The guy behind the counter is trying for too trendy for his age, with sideburns razored in sharp isosceles, a sideshow to distract from the thinning on top. Seems the blowout with K was pointless. Judging by the ripped pecs beneath the black vest, this one is more into boys than girls.

‘This isn’t a pawn shop, china. And even if it was,’ he rubs a pinch of the BabyStrange between his fingers, the picture distorting, ‘this thing is not well.’

‘Yeah, well, neither am I.’ And I know I check it too. I’ve got the shivers and the damp sweats and I can’t stop scratching, like a junkie with no fix in sight.

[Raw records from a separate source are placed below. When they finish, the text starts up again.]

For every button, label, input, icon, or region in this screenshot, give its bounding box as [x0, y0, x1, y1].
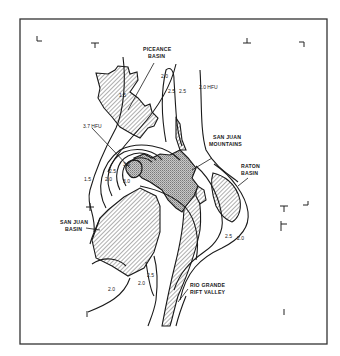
heat-flow-map-figure: PICEANCE BASIN SAN JUAN MOUNTAINS RATON …: [0, 0, 340, 356]
contour-label-2-5-west: 2.5: [109, 168, 116, 174]
contour-label-2-5-south: 2.5: [147, 272, 154, 278]
raton-basin-label-1: RATON: [241, 163, 260, 169]
contour-label-1-5-west: 1.5: [84, 176, 91, 182]
raton-basin-label-2: BASIN: [241, 170, 258, 176]
rio-grande-label-2: RIFT VALLEY: [190, 289, 226, 295]
contour-label-2-5-b: 2.5: [179, 88, 186, 94]
piceance-basin-label-1: PICEANCE: [143, 46, 172, 52]
contour-label-2-0-north: 2.0: [161, 73, 168, 79]
san-juan-basin-area: [92, 188, 160, 276]
contour-label-2-0-south: 2.0: [138, 280, 145, 286]
contour-label-3-5-core: 3.5: [123, 161, 130, 167]
san-juan-basin-label-2: BASIN: [65, 226, 82, 232]
contour-label-1-5-north: 1.5: [119, 92, 126, 98]
map-canvas: PICEANCE BASIN SAN JUAN MOUNTAINS RATON …: [0, 0, 340, 356]
contour-label-peak: 3.7 HFU: [83, 123, 102, 129]
contour-label-2-5-a: 2.5: [168, 88, 175, 94]
piceance-basin-label-2: BASIN: [148, 53, 165, 59]
contour-label-2-5-raton: 2.5: [225, 233, 232, 239]
piceance-basin-area: [96, 66, 158, 138]
san-juan-basin-label-1: SAN JUAN: [60, 219, 88, 225]
san-juan-mountains-label-2: MOUNTAINS: [209, 141, 242, 147]
contour-label-2-0-sw: 2.0: [108, 286, 115, 292]
rio-grande-label-1: RIO GRANDE: [190, 282, 225, 288]
san-juan-mountains-label-1: SAN JUAN: [213, 134, 241, 140]
contour-label-3-0-west: 3.0: [123, 178, 130, 184]
contour-label-2-0-raton: 2.0: [237, 235, 244, 241]
contour-label-2-0-west: 2.0: [105, 176, 112, 182]
contour-label-east: 2.0 HFU: [199, 84, 218, 90]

‘Man,’ he sighs, with resignation, ‘don’t make me call in a defuse at this time of the morning.’

‘Go right ahead. I don’t have a fucking phone, my friend.’

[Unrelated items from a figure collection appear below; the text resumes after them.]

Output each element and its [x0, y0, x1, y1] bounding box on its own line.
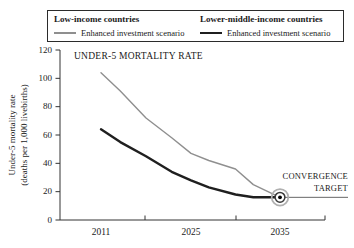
y-tick-label: 0 — [25, 215, 52, 226]
plot-area — [0, 0, 354, 248]
convergence-target-label-line2: TARGET — [245, 183, 348, 195]
y-tick-label: 80 — [25, 101, 52, 112]
y-tick-label: 20 — [25, 186, 52, 197]
y-tick-label: 100 — [25, 73, 52, 84]
y-tick-label: 60 — [25, 130, 52, 141]
convergence-target-icon-dot — [278, 195, 282, 199]
mortality-chart-figure: Low-income countries Enhanced investment… — [0, 0, 354, 248]
x-tick-label: 2035 — [260, 227, 300, 238]
y-tick-label: 40 — [25, 158, 52, 169]
convergence-target-label: CONVERGENCE TARGET — [245, 171, 348, 194]
x-tick-label: 2011 — [81, 227, 121, 238]
y-tick-label: 120 — [25, 45, 52, 56]
axis-lines — [60, 50, 325, 220]
x-tick-label: 2025 — [171, 227, 211, 238]
convergence-target-label-line1: CONVERGENCE — [245, 171, 348, 183]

He looks sceptical. ‘Well, that’s even more reassuring. Do you know what kind of shitsville liability you are to me in here?’

‘Come on. Give me a break. The quicker you let me use a machine, the quicker I’m gone. As opposed to standing in here, breathing my disease all over your establishment.’

He is unmoved, starts reaching for the phone.

‘It’s designer. It’s worth thirty-k at least new, fifteen secondhand. Cost you maybe two to get it rewired. Five minutes, man. Doesn’t sound like a raw deal to me.’

‘How do I know it’s not stolen?’ He shakes it out, cursory, looking for bloodstains.

‘Aw c’mon, like you care? And besides, I got the sneaks to match. You get a lot of colour coordinated scumbags in here hawking previously owned?’

‘Okay, okay. Five minutes.’

‘Thirty.’

‘You just said—’

‘Yeah, but I got stuff to do. Takes longer than five. And you only get the coat after.’ Send Lerato a chirpy, check the newscasts to see what’s already out there, upload my own footage off the BabyStrange while I’ve still got it.

‘Whatever. Just do me a favour and take one of the consoles at the back.’

‘So I don’t freak out the paying customers?’

‘Sharp as your sense of style,’ he quips, pinching the sleeve of my coat with a proprietary gesture. I feel a twinge of loss. Or another coughing fit about to hit.